Movies

The buzz list: TIFF 2013

’Gravity’ and ’12 Years A Slave’ top BDJ’s list the festival’s most hotly anticipated movies
Sandra Bullock in ‘Gravity’

On the eve of TIFF, here are the top 15 films I’m most excited to see.

1. Gravity – Alfonso Cuarón (Children of Men, Y Tu Mamá También) directs George Clooney and Sandra Bullock trapped in space. The reviews from Venice were beyond rhapsodic.

2. 12 Years a Slave – Steve McQueen (Hunger, Shame) resurrects a 19th-century memoir, with Chiwetel Ejiofor, Michael Fassbender, Benedict Cumberbatch and Brad Pitt.

3. Prisoners – Quebec director Denis Villeneuve (Incendies) makes his Hollywood debut with an abduction drama starring Jake Gyllenhaal.

4. Mandela: Long Walk to Freedom – Idris Elba portrays Nelson Mandela in a biopic directed by Justin Chadwick.

5. The Square – Jehane Noujaim (Control Room) directs a lavish documentary epic about the revolution in Cairo’s Tahrir Square.

6. The Unknown Known – Once again Errol Morris (The Fog of War) trains his metaphysical magnifying glass on America’s military.  His subject: former U.S. defence secretary Donald Rumsfeld. Morris is the ultimate time-lapse antidote to CNN.

7. Can a Song Save Your Life – John Carney (Once) directs Keira Knightley, Mark Ruffalo and Catherine Keener in a music industry drama about an undiscovered singer and a washed-up producer.

8. All Is By My Side – Outkast’s Andre Benjamin plays Jimi Hendrix in a portrait of the guitarist as a young man, written and directed by John Ridley, who also scripted 12 Years a Slave.

9. The Dallas Buyers Club – Quebec virtuoso Jean-Marc Vallée (The Young Victoria, C.R.A.Z.Y.) directs Matthew McConaughey, Jennifer Garner and Jared Leto in the true story of accidental AIDS activist Ron Woodroof.

10. The F-Word – Daniel Radcliffe and Zoey Kazan star in a romantic comedy by Canada’s Michael Dowse (Goon, FUBAR).

11. Tim’s Vemeer – Illusionists Penn and Teller turn into documentary filmmakers and unravel the mysterious methods behind the photorealist paintings of Dutch master Johannes Vermeer.

12. Belle – Gugu Mbatha-Raw stars in the true story of Dido Elizabeth Belle, the illegitimate, biracial daughter of a Royal Navy admiral in 18th-century Britain.

13. Visitors – This pure spectacle, a black-and-white rhapsody sans dialogue, comes from Geoffrey Reggio, director of the Qatsi trilogy of Koyaanisqatsi, Powaqqatsi, and Naqoyqatsi. It will be screened with members of the Toronto Symphony Orchestra performing a score by Philip Glass. Now that’s something you don’t see every day.

14. Finding Vivian Maier – When Vivian Maier died in 2009 at age 83, she left behind more than 100,000 negatives of her street photography. They were discovered by a 26-year-old amateur historian in Chicago. This film unravels their mystery.

15. The Wind Rises – This animated feature from master Hayao Miyazaki spans decades, inspired by Jiro Horikoshi, designer of Japan’s Zero fighter jet, and the writer Tatsuo Hori.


_Your goal_:
Search each line below for "fill", then return the lines where it appears.
*** Data to use Section Begins ***
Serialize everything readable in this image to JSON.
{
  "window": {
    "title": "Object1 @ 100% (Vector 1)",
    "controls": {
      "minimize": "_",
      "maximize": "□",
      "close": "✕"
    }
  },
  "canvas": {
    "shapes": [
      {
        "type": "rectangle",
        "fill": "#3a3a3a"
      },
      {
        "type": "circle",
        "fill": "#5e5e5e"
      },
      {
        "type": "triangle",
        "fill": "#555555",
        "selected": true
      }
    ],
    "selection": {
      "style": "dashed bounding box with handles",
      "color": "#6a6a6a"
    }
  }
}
*** Data to use Section Ends ***
_Solution to the exercise_:
        "fill": "#3a3a3a"
        "fill": "#5e5e5e"
        "fill": "#555555",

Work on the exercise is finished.